Contemporary Mindfulness

meditation-therapy

Contemporary Mindfulness

In 2014, an author wanted to title her book Shortcuts to Enlightenment  but saw that “mindfulness” was the current buzzword and that Shortcuts to Mindfulness might sell better. She was right. Mindfulness had gone mainstream.

For millennia, mindfulness had been a Buddhist meditation practice that was a non-Western, non-White tradition (Ng & Purser, 2015) grounded in a strong ethical code. It was believed to take years, perhaps a lifetime to master – there were no “shortcuts.” Now white people had gotten ahold of it and turned it into a tool for optimum performance.

Studies of programs teaching mindfulness have shown successful results for chronic pain, anxiety, and in prison populations with psychiatric outpatients and incarcerated youth (Himelstein et al., 2011). These studies reported an increase in self-management, a buffer against stress, and a form of harm reduction (Purser, 2014). The military has spent millions to implement mindfulness training for its soldiers as part of its attempts to prevent PTSD.

Although the secularization of mindfulness has its plusses in the increase in self-regulation skills for the individuals who practice it, the divorcing of mindfulness from its ethical and spiritual context has had negative consequences. Teaching soldiers and corporate employees to have “nonjudgmental awareness” blinds them to the fact that the environment they are in maybe fraught with unethical behaviors and mindsets. The fact that many are individuals ill from stress is positioned as the individual’s problem, not that the military may be fighting and unjust war or that the corporation may be unethical and oppressive. The burden of psychological stress has been shifted to the individual instead of cultivating awareness of what in the present reality is causing suffering (Purser & Ng, 2015). For the price of a mindfulness program, the corporation receives employee pacification and complacency.

From a somatic perspective, what is missing in all this is embodied mindfulness. The mainstream mindfulness fad is a cognitive practice. This can be helpful for people, but it cuts them off from the wisdom of the body. The body has its own morality and will tell the truth about too much stress, discomfort, and not-right action. Embodied mindfulness is essential for relating holistically to each other. The most disturbing thing about the “Mindfulness Revolution” is that it has made the term almost meaningless.

References

Auman, C. (2014). Shortcuts to mindfulness: 100 ways to personal and spiritual growth. Green Tara Press

Himelstein, S., Hastings, A., Shapiro, S., Heery, M., (2011). Mindfulness training for self-regulation and stress with incarcerated youth: a pilot study. The Journal of Community and Criminal Justice

Ng, E. & Purser, R. (2015). White privilege and the mindfulness movement.

Purser, R. E., (2014). The militarization of mindfulness.

Purser, R. & Ng. E. (2015). Corporate mindfulness is bullsh*t: Zen or no Zen, you’re working harder and being paid less.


**WHAT YOU SHOULD DO**
Each time a line of the listing holds "degrees", copy that line.

**GIVEN INFORMATION**
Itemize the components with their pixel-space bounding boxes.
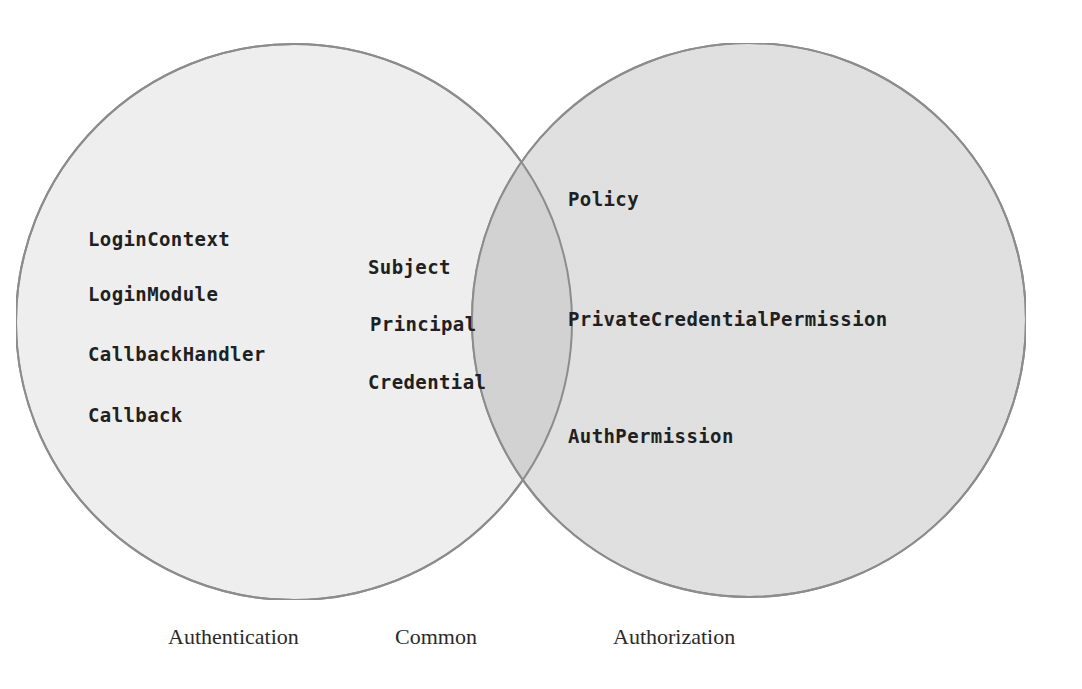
member-login-context[interactable]: LoginContext: [88, 228, 230, 250]
member-private-credential-permission[interactable]: PrivateCredentialPermission: [568, 308, 888, 330]
member-policy[interactable]: Policy: [568, 188, 639, 210]
caption-authorization: Authorization: [613, 624, 735, 650]
member-auth-permission[interactable]: AuthPermission: [568, 425, 734, 447]
member-login-module[interactable]: LoginModule: [88, 283, 218, 305]
caption-common: Common: [395, 624, 477, 650]
member-credential[interactable]: Credential: [368, 371, 486, 393]
member-callback[interactable]: Callback: [88, 404, 183, 426]
caption-authentication: Authentication: [168, 624, 299, 650]
member-subject[interactable]: Subject: [368, 256, 451, 278]
venn-diagram-canvas: LoginContext LoginModule CallbackHandler…: [0, 0, 1082, 689]
member-callback-handler[interactable]: CallbackHandler: [88, 343, 266, 365]
member-principal[interactable]: Principal: [370, 313, 477, 335]
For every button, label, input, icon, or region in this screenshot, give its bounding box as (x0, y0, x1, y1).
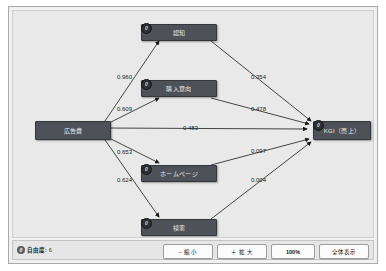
info-badge-icon: 0 (17, 246, 25, 254)
node-badge-icon: 0 (141, 218, 152, 229)
status-bar: 0 自由度: 6 − 縮 小 ＋ 拡 大 100% 全体表示 (12, 240, 374, 260)
node-badge-icon: 0 (141, 79, 152, 90)
zoom-button-group: − 縮 小 ＋ 拡 大 100% 全体表示 (163, 244, 369, 259)
degrees-of-freedom-value: 6 (49, 247, 52, 253)
node-kensaku[interactable]: 0 検索 (141, 219, 217, 236)
node-label: ホームページ (160, 171, 198, 177)
edge-kokokuhi-kgi (105, 128, 307, 129)
zoom-in-button[interactable]: ＋ 拡 大 (217, 244, 267, 259)
edge-coefficient-ninchi-kgi: 0.354 (251, 74, 266, 80)
edge-coefficient-kokokuhi-kounyu: 0.609 (117, 106, 132, 112)
node-ninchi[interactable]: 0 認知 (141, 24, 217, 41)
diagram-window: 0 認知 0 購入意向 広告費 0 KGI（売上） 0 ホームページ 0 検索 (8, 6, 378, 264)
edge-coefficient-homepage-kgi: 0.097 (251, 148, 266, 154)
edge-coefficient-kokokuhi-ninchi: 0.960 (117, 74, 132, 80)
node-kgi[interactable]: 0 KGI（売上） (313, 121, 371, 140)
node-label: 購入意向 (166, 86, 191, 92)
node-kokokuhi[interactable]: 広告費 (35, 121, 111, 140)
node-kounyu[interactable]: 0 購入意向 (141, 80, 217, 97)
node-homepage[interactable]: 0 ホームページ (141, 165, 217, 182)
zoom-out-button[interactable]: − 縮 小 (163, 244, 213, 259)
node-label: 認知 (173, 30, 186, 36)
app-root: 0 認知 0 購入意向 広告費 0 KGI（売上） 0 ホームページ 0 検索 (0, 0, 386, 271)
degrees-of-freedom-label: 自由度: (27, 246, 47, 254)
zoom-100-button[interactable]: 100% (271, 244, 315, 259)
diagram-canvas[interactable]: 0 認知 0 購入意向 広告費 0 KGI（売上） 0 ホームページ 0 検索 (12, 10, 374, 238)
edge-coefficient-kokokuhi-kgi: 0.483 (183, 125, 198, 131)
node-badge-icon: 0 (141, 23, 152, 34)
edge-coefficient-kokokuhi-homepage: 0.653 (117, 149, 132, 155)
edge-coefficient-kounyu-kgi: 0.478 (251, 106, 266, 112)
node-label: 広告費 (64, 128, 83, 134)
edge-coefficient-kensaku-kgi: 0.004 (251, 177, 266, 183)
node-label: KGI（売上） (324, 128, 360, 134)
fit-to-view-button[interactable]: 全体表示 (319, 244, 369, 259)
degrees-of-freedom-group: 0 自由度: 6 (17, 246, 52, 254)
node-label: 検索 (173, 225, 186, 231)
node-badge-icon: 0 (313, 120, 324, 131)
node-badge-icon: 0 (141, 164, 152, 175)
edge-coefficient-kokokuhi-kensaku: 0.624 (117, 177, 132, 183)
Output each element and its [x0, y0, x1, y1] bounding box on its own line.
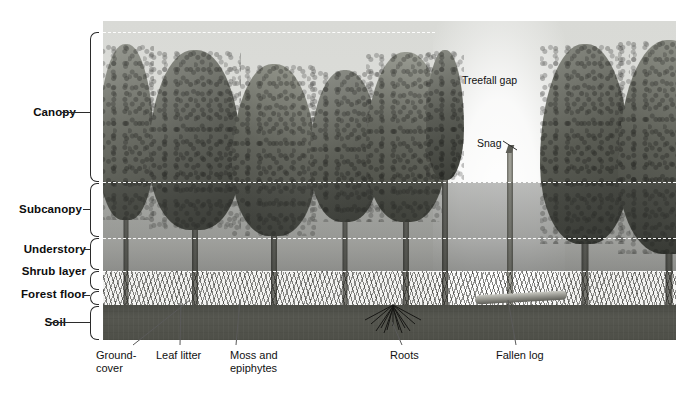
callout-line-1: Moss and: [230, 349, 278, 362]
layer-leader-understory: [84, 249, 90, 250]
callout-leaf-litter: Leaf litter: [156, 349, 201, 362]
shrub-layer-band: [103, 271, 676, 291]
layer-bracket-shrub: [90, 271, 99, 290]
layer-bracket-soil: [90, 306, 99, 340]
layer-label-shrub: Shrub layer: [10, 265, 86, 277]
dashed-rule-subcanopy-top: [103, 182, 676, 183]
layer-bracket-forest-floor: [90, 291, 99, 305]
callout-line-1: Roots: [390, 349, 419, 362]
snag-leader-line: [503, 139, 529, 155]
annotation-treefall-gap: Treefall gap: [462, 74, 517, 86]
layer-bracket-canopy: [90, 32, 99, 182]
forest-floor-band: [103, 291, 676, 305]
dashed-rule-shrub-top: [103, 271, 676, 272]
dashed-rule-understory-top: [103, 238, 676, 239]
layer-bracket-understory: [90, 238, 99, 270]
layer-bracket-subcanopy: [90, 183, 99, 237]
callout-line-2: cover: [96, 362, 136, 375]
layer-leader-soil: [48, 322, 90, 323]
layer-leader-forest-floor: [84, 295, 90, 296]
callout-ground-cover: Ground- cover: [96, 349, 136, 374]
dashed-rule-canopy-top: [103, 32, 435, 33]
layer-label-understory: Understory: [10, 243, 86, 255]
layer-leader-subcanopy: [83, 209, 90, 210]
callout-fallen-log: Fallen log: [496, 349, 544, 362]
layer-label-forest-floor: Forest floor: [10, 288, 86, 300]
layer-label-subcanopy: Subcanopy: [10, 203, 82, 215]
annotation-snag: Snag: [477, 137, 502, 149]
callout-roots: Roots: [390, 349, 419, 362]
callout-line-1: Ground-: [96, 349, 136, 362]
callout-line-1: Fallen log: [496, 349, 544, 362]
layer-leader-canopy: [62, 112, 90, 113]
understory-band: [103, 238, 676, 271]
roots-graphic: [361, 304, 425, 336]
callout-moss-and-epiphytes: Moss and epiphytes: [230, 349, 278, 374]
forest-illustration: Treefall gap Snag: [103, 21, 676, 340]
callout-line-1: Leaf litter: [156, 349, 201, 362]
callout-line-2: epiphytes: [230, 362, 278, 375]
subcanopy-band: [103, 182, 676, 238]
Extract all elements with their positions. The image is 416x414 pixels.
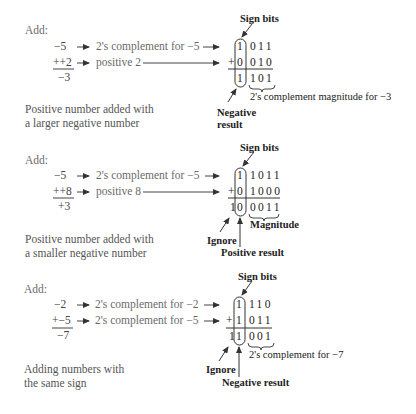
row-2-bits: 011 bbox=[249, 315, 273, 327]
caption-line-2: a smaller negative number bbox=[25, 248, 147, 260]
negative-result-label: Negative result bbox=[222, 378, 289, 389]
decimal-result: −7 bbox=[57, 330, 69, 342]
caption-line-1: Positive number added with bbox=[25, 104, 154, 116]
plus-op: + bbox=[226, 315, 235, 327]
caption-line-2: a larger negative number bbox=[25, 118, 139, 130]
operand-1: −5 bbox=[54, 41, 66, 53]
sign-bits-label: Sign bits bbox=[238, 272, 277, 283]
result-bits: 101 bbox=[250, 73, 274, 85]
caption-line-1: Positive number added with bbox=[25, 234, 154, 246]
result-bits: 0011 bbox=[250, 202, 282, 214]
row-1-bits: 1011 bbox=[250, 170, 282, 182]
row-2-sign-bit: 1 bbox=[236, 315, 244, 327]
sign-bits-label: Sign bits bbox=[240, 143, 279, 154]
caption-line-1: Adding numbers with bbox=[24, 364, 124, 376]
row-1-sign-bit: 1 bbox=[237, 170, 245, 182]
row-2-sign-bit: 0 bbox=[237, 57, 245, 69]
positive-result-label: Positive result bbox=[221, 248, 284, 259]
result-sign-bit: 0 bbox=[237, 202, 245, 214]
operand-1-desc: 2's complement for −2 bbox=[95, 299, 198, 311]
operand-1: −5 bbox=[54, 170, 66, 182]
add-label: Add: bbox=[24, 284, 47, 296]
caption-line-2: the same sign bbox=[24, 378, 87, 390]
sign-bits-label: Sign bits bbox=[240, 14, 279, 25]
add-label: Add: bbox=[25, 25, 48, 37]
operand-2-desc: positive 8 bbox=[96, 186, 141, 198]
ignore-label: Ignore bbox=[207, 236, 237, 247]
row-1-sign-bit: 1 bbox=[237, 41, 245, 53]
plus-op: + bbox=[228, 186, 237, 198]
operand-2: +−5 bbox=[52, 315, 71, 327]
operand-1-desc: 2's complement for −5 bbox=[96, 170, 199, 182]
add-label: Add: bbox=[25, 155, 48, 167]
decimal-result: −3 bbox=[58, 72, 70, 84]
operand-2-desc: 2's complement for −5 bbox=[95, 315, 198, 327]
operand-2: ++8 bbox=[53, 186, 72, 198]
decimal-result: +3 bbox=[58, 201, 70, 213]
operand-2-desc: positive 2 bbox=[96, 57, 141, 69]
row-1-bits: 011 bbox=[250, 41, 274, 53]
row-2-bits: 1000 bbox=[250, 186, 282, 198]
brace-label: 2's complement for −7 bbox=[249, 350, 343, 361]
brace-label: 2's complement magnitude for −3 bbox=[250, 92, 391, 103]
row-2-sign-bit: 0 bbox=[237, 186, 245, 198]
negative-label: Negative bbox=[217, 108, 256, 119]
operand-1-desc: 2's complement for −5 bbox=[96, 41, 199, 53]
operand-1: −2 bbox=[54, 299, 66, 311]
result-sign-bit: 1 bbox=[236, 331, 244, 343]
result-bits: 001 bbox=[249, 331, 273, 343]
brace-label: Magnitude bbox=[250, 220, 299, 231]
operand-2: ++2 bbox=[53, 57, 72, 69]
row-1-bits: 110 bbox=[249, 299, 273, 311]
plus-op: + bbox=[228, 57, 237, 69]
ignore-label: Ignore bbox=[206, 365, 236, 376]
result-sign-bit: 1 bbox=[237, 73, 245, 85]
row-1-sign-bit: 1 bbox=[236, 299, 244, 311]
result-label: result bbox=[217, 120, 242, 131]
row-2-bits: 010 bbox=[250, 57, 274, 69]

**ANSWER SPACE**
degrees-of-freedom-value: 6 (49, 247, 52, 253)
degrees-of-freedom-label: 自由度: (27, 246, 47, 254)
degrees-of-freedom-group: 0 自由度: 6 (17, 246, 52, 254)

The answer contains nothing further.